Desirae Hansen (53) sets up for a shot over Bronco's defenders. Scott Larsen/GoViks

Setback for women’s basketball can help prepare Vikings for future

For a team showing so much promise, with expectations set so high, a game like this could easily be seen as a downer or a buzzkill for the Vikings. However, there is a good lesson to be learned from Portland State’s 82-57 loss to Boise State in Boise, Idaho. 

Winning the Big Sky Tournament and receiving a bid to the NCAA Tournament last season grabbed people’s attention. When a team gets attention, opportunities arise. PSU’s opportunity arrived in the form of a spot in the Preseason Women’s National Invitational Tournament—one of the more prestigious tournaments the NCAA holds for women’s athletics. 

This gives the Vikings a chance to test themselves against bigger conference competition early in the season, and the game in Boise served as a harsh reminder of what it’s like to step outside of the Big Sky. Give PSU credit for outscoring the Broncos in the fourth quarter to make the margin tighter (Boise State was up 70-35 after three quarters), but in the end, this performance from a Vikings coming off of a 25-win season was not what they had in mind.

This thumping could provide a valuable lesson in that previous success and preseason expectations hold little esteem when it comes time to prove yourself on the court. By winning 25 games and making the NCAA Tournament last season, PSU put itself on the map. Now the question becomes, will it stay there? Nothing is a given once teams see you as a viable threat and come gunning for you. What Boise State did was assert themselves as the big dog in the yard. PSU may have had great success inside the Big Sky conference, but the Broncos saw them as a little fish swimming into their pond.

Metaphors aside, the Vikings can look at the season with an underdog mentality and focus on competing to their maximum potential instead of worrying about slipping and falling from their plinth. Last season, the PSU women entered the conference tournament as a middle-of-the-pack squad with their backs against the wall. Winning three straight games was not the only way to make the NCAA Tournament but likely their only hope of postseason play.

With that in mind, the Vikings fought, scratched and clawed their way in, not worrying about expectations or other’s perception of them. Adopting a similar attitude heading into what is still a brand new season could pay major dividends.  

PSU will face two more schools from larger conferences before they begin Big Sky play. Both will be at home in the comfortable atmosphere of Viking Pavilion. One of those teams, the Tennessee Lady Vols, will be by far the most accomplished and recognizable women’s program ever to pay a visit to the PSU campus. 

The Vikings women can’t change what’s already happened, but they have a chance to change perception moving forward.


### Required action:
Give every line of the data again, exactly.

### Data records:

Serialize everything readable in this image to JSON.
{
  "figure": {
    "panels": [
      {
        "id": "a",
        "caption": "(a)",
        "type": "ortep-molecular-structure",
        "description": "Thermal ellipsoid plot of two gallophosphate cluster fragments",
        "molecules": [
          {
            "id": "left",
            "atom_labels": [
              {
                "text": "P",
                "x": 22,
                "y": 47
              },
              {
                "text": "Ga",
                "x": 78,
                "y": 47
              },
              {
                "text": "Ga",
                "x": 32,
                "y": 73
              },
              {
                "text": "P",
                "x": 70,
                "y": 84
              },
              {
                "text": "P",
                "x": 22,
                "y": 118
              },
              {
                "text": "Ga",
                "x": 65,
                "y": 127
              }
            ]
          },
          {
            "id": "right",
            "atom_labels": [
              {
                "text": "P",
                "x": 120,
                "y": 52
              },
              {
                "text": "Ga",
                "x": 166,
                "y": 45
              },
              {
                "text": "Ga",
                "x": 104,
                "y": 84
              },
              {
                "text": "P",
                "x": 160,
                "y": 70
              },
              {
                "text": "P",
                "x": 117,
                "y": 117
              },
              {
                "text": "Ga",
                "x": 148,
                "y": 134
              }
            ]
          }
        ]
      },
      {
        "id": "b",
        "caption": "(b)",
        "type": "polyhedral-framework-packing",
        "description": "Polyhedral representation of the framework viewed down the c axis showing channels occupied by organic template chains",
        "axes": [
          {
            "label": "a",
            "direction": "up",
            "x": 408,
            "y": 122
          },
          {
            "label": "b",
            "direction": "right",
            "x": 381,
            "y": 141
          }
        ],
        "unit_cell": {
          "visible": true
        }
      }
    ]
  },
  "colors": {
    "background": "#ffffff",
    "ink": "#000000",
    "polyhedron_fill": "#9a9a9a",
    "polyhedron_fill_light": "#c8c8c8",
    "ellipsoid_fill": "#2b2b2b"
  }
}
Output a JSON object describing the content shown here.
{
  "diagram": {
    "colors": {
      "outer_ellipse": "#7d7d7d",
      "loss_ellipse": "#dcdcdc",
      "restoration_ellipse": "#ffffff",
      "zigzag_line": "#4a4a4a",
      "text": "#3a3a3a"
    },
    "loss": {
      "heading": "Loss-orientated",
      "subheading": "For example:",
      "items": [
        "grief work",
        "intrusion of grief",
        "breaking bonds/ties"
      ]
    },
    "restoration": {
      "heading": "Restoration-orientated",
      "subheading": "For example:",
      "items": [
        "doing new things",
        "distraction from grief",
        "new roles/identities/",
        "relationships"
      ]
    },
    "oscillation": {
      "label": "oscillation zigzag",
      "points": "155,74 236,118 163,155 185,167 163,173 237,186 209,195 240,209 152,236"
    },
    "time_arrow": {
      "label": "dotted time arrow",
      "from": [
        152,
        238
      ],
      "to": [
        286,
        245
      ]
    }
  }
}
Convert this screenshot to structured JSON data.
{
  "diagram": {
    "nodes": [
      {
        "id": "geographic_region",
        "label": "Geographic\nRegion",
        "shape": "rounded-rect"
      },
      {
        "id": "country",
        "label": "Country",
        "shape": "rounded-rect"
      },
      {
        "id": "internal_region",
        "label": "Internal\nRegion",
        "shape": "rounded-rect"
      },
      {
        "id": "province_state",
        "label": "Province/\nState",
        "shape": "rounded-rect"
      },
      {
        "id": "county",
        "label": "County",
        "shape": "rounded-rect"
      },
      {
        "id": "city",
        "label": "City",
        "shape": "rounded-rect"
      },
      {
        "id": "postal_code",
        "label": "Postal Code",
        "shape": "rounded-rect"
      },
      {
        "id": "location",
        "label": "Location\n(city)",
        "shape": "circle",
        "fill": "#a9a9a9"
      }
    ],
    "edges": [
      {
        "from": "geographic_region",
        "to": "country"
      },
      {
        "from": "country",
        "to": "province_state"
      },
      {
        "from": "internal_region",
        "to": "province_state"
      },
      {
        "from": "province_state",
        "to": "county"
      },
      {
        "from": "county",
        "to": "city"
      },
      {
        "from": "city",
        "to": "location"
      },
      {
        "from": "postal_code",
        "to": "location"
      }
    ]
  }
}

### Reply to the exercise:
Serialize everything readable in this image to JSON.
{
  "figure": {
    "panels": [
      {
        "id": "a",
        "caption": "(a)",
        "type": "ortep-molecular-structure",
        "description": "Thermal ellipsoid plot of two gallophosphate cluster fragments",
        "molecules": [
          {
            "id": "left",
            "atom_labels": [
              {
                "text": "P",
                "x": 22,
                "y": 47
              },
              {
                "text": "Ga",
                "x": 78,
                "y": 47
              },
              {
                "text": "Ga",
                "x": 32,
                "y": 73
              },
              {
                "text": "P",
                "x": 70,
                "y": 84
              },
              {
                "text": "P",
                "x": 22,
                "y": 118
              },
              {
                "text": "Ga",
                "x": 65,
                "y": 127
              }
            ]
          },
          {
            "id": "right",
            "atom_labels": [
              {
                "text": "P",
                "x": 120,
                "y": 52
              },
              {
                "text": "Ga",
                "x": 166,
                "y": 45
              },
              {
                "text": "Ga",
                "x": 104,
                "y": 84
              },
              {
                "text": "P",
                "x": 160,
                "y": 70
              },
              {
                "text": "P",
                "x": 117,
                "y": 117
              },
              {
                "text": "Ga",
                "x": 148,
                "y": 134
              }
            ]
          }
        ]
      },
      {
        "id": "b",
        "caption": "(b)",
        "type": "polyhedral-framework-packing",
        "description": "Polyhedral representation of the framework viewed down the c axis showing channels occupied by organic template chains",
        "axes": [
          {
            "label": "a",
            "direction": "up",
            "x": 408,
            "y": 122
          },
          {
            "label": "b",
            "direction": "right",
            "x": 381,
            "y": 141
          }
        ],
        "unit_cell": {
          "visible": true
        }
      }
    ]
  },
  "colors": {
    "background": "#ffffff",
    "ink": "#000000",
    "polyhedron_fill": "#9a9a9a",
    "polyhedron_fill_light": "#c8c8c8",
    "ellipsoid_fill": "#2b2b2b"
  }
}
Output a JSON object describing the content shown here.
{
  "diagram": {
    "colors": {
      "outer_ellipse": "#7d7d7d",
      "loss_ellipse": "#dcdcdc",
      "restoration_ellipse": "#ffffff",
      "zigzag_line": "#4a4a4a",
      "text": "#3a3a3a"
    },
    "loss": {
      "heading": "Loss-orientated",
      "subheading": "For example:",
      "items": [
        "grief work",
        "intrusion of grief",
        "breaking bonds/ties"
      ]
    },
    "restoration": {
      "heading": "Restoration-orientated",
      "subheading": "For example:",
      "items": [
        "doing new things",
        "distraction from grief",
        "new roles/identities/",
        "relationships"
      ]
    },
    "oscillation": {
      "label": "oscillation zigzag",
      "points": "155,74 236,118 163,155 185,167 163,173 237,186 209,195 240,209 152,236"
    },
    "time_arrow": {
      "label": "dotted time arrow",
      "from": [
        152,
        238
      ],
      "to": [
        286,
        245
      ]
    }
  }
}
Convert this screenshot to structured JSON data.
{
  "diagram": {
    "nodes": [
      {
        "id": "geographic_region",
        "label": "Geographic\nRegion",
        "shape": "rounded-rect"
      },
      {
        "id": "country",
        "label": "Country",
        "shape": "rounded-rect"
      },
      {
        "id": "internal_region",
        "label": "Internal\nRegion",
        "shape": "rounded-rect"
      },
      {
        "id": "province_state",
        "label": "Province/\nState",
        "shape": "rounded-rect"
      },
      {
        "id": "county",
        "label": "County",
        "shape": "rounded-rect"
      },
      {
        "id": "city",
        "label": "City",
        "shape": "rounded-rect"
      },
      {
        "id": "postal_code",
        "label": "Postal Code",
        "shape": "rounded-rect"
      },
      {
        "id": "location",
        "label": "Location\n(city)",
        "shape": "circle",
        "fill": "#a9a9a9"
      }
    ],
    "edges": [
      {
        "from": "geographic_region",
        "to": "country"
      },
      {
        "from": "country",
        "to": "province_state"
      },
      {
        "from": "internal_region",
        "to": "province_state"
      },
      {
        "from": "province_state",
        "to": "county"
      },
      {
        "from": "county",
        "to": "city"
      },
      {
        "from": "city",
        "to": "location"
      },
      {
        "from": "postal_code",
        "to": "location"
      }
    ]
  }
}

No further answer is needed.